Monday, December 18, 2006

Transistor Material Beyond Silicon

Jesus del Alamo

Each of us has several billion transistors working on our behalf every day in our phone, laptop, iPod, car, kitchen and more. Estimates that float around in the semiconductor industry circle state that within the next 10 to 15 years we will reach the limit, in terms of size and performance, of the silicon transistors key to the industry. As a result, both academic and industrial laboratories around the world are working on new materials and technologies that may be able to reach beyond the limits of silicon. Scientists are looking at new semiconductor materials for transistors that will continue to improve in performance, while devices get smaller and smaller.

Here steps in Jesus del Alamo, an MIT professor of electrical engineering and computer science and member of MIT's Microsystems Technology Laboratories (MTL). One such material del Alamo and his students at the MTL are investigating is a family of semiconductors known as III-V compound semiconductors. Unlike silicon, these are composite materials. A particularly hot prospect is indium gallium arsenide (InGaAs), a material in which electrons travel many times faster than in silicon. As a result, it should be possible to make very small transistors that can switch and process information very quickly.

Del Alamo's group recently demonstrated this by fabricating InGaAs transistors that can carry 2.5 times more current than state-of-the-art silicon devices. More current is the key to faster operation. In addition, each InGaAs transistor is only 60 nanometers (billionths of a meter), long. That's similar to the most advanced 65-nanometer silicon technology available in the world today.

Del Alamo notes, however, that InGaAs transistor technology is still in its infancy. Some of the challenges include manufacturing transistors in large quantities, because InGaAs is more prone to breakage than silicon. But del Alamo expects prototype InGaAs microdevices at the required dimensions to be developed over the next two years and the technology to take off in a decade or so.

The work was presented at the IEEE International Electron Devices Meeting Dec. 11-13 by Dae-Hyun Kim, a postdoctoral associate in the laboratory of Jesus del Alamo.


#### [TASK STATEMENT]
Output only the span of lines that begins at the line containing "For every button, label, input, icon, or" and ends at the last line of the data, both included, exactly as they appear.

[Stored entries]
# # #

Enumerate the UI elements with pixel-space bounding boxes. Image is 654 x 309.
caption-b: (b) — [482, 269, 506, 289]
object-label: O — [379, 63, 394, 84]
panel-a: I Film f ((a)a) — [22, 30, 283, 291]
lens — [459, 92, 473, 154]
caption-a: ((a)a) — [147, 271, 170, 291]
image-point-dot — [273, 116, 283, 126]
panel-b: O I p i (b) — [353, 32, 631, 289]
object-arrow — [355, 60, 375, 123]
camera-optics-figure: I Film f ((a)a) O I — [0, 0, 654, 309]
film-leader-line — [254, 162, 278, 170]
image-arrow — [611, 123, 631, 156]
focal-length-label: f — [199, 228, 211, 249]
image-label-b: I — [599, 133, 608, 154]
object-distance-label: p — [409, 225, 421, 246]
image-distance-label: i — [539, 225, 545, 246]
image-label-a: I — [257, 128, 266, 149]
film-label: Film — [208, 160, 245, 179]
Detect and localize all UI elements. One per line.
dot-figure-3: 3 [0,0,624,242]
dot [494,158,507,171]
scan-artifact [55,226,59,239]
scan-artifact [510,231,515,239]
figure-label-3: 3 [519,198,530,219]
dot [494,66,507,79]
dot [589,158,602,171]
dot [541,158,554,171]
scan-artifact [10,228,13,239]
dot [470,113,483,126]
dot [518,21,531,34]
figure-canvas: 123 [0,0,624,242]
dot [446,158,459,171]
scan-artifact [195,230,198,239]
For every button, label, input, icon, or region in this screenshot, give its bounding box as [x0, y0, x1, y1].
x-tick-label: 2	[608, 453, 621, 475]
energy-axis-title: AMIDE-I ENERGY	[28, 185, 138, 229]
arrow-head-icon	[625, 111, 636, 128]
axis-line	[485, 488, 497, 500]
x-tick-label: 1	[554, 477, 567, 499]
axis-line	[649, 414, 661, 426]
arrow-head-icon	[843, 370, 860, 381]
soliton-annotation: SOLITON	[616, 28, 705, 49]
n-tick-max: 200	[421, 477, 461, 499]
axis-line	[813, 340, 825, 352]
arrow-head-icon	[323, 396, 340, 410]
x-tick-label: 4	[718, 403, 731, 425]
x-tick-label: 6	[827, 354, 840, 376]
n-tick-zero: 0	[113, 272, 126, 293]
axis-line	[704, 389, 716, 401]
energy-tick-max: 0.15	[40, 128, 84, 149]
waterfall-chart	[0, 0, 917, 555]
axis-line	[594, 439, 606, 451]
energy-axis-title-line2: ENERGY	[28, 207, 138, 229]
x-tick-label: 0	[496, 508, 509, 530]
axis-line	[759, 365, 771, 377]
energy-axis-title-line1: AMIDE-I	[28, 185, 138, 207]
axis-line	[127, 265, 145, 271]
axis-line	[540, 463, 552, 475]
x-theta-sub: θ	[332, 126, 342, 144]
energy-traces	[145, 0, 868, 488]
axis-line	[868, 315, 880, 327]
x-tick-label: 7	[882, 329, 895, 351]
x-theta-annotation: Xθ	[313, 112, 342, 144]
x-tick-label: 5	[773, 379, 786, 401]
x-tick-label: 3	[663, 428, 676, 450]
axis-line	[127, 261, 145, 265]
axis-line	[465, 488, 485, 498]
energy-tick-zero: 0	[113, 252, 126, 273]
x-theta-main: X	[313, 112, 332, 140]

# # #

#### [RESPONSE]
For every button, label, input, icon, or region in this screenshot, give its bounding box as [x0, y0, x1, y1].
x-tick-label: 2	[608, 453, 621, 475]
energy-axis-title: AMIDE-I ENERGY	[28, 185, 138, 229]
arrow-head-icon	[625, 111, 636, 128]
axis-line	[485, 488, 497, 500]
x-tick-label: 1	[554, 477, 567, 499]
axis-line	[649, 414, 661, 426]
arrow-head-icon	[843, 370, 860, 381]
soliton-annotation: SOLITON	[616, 28, 705, 49]
n-tick-max: 200	[421, 477, 461, 499]
axis-line	[813, 340, 825, 352]
arrow-head-icon	[323, 396, 340, 410]
x-tick-label: 4	[718, 403, 731, 425]
x-tick-label: 6	[827, 354, 840, 376]
n-tick-zero: 0	[113, 272, 126, 293]
axis-line	[704, 389, 716, 401]
energy-tick-max: 0.15	[40, 128, 84, 149]
waterfall-chart	[0, 0, 917, 555]
axis-line	[594, 439, 606, 451]
energy-axis-title-line2: ENERGY	[28, 207, 138, 229]
x-tick-label: 0	[496, 508, 509, 530]
axis-line	[759, 365, 771, 377]
energy-axis-title-line1: AMIDE-I	[28, 185, 138, 207]
axis-line	[127, 265, 145, 271]
axis-line	[540, 463, 552, 475]
x-theta-sub: θ	[332, 126, 342, 144]
energy-traces	[145, 0, 868, 488]
axis-line	[868, 315, 880, 327]
x-tick-label: 7	[882, 329, 895, 351]
x-theta-annotation: Xθ	[313, 112, 342, 144]
x-tick-label: 5	[773, 379, 786, 401]
x-tick-label: 3	[663, 428, 676, 450]
axis-line	[127, 261, 145, 265]
axis-line	[465, 488, 485, 498]
energy-tick-zero: 0	[113, 252, 126, 273]
x-theta-main: X	[313, 112, 332, 140]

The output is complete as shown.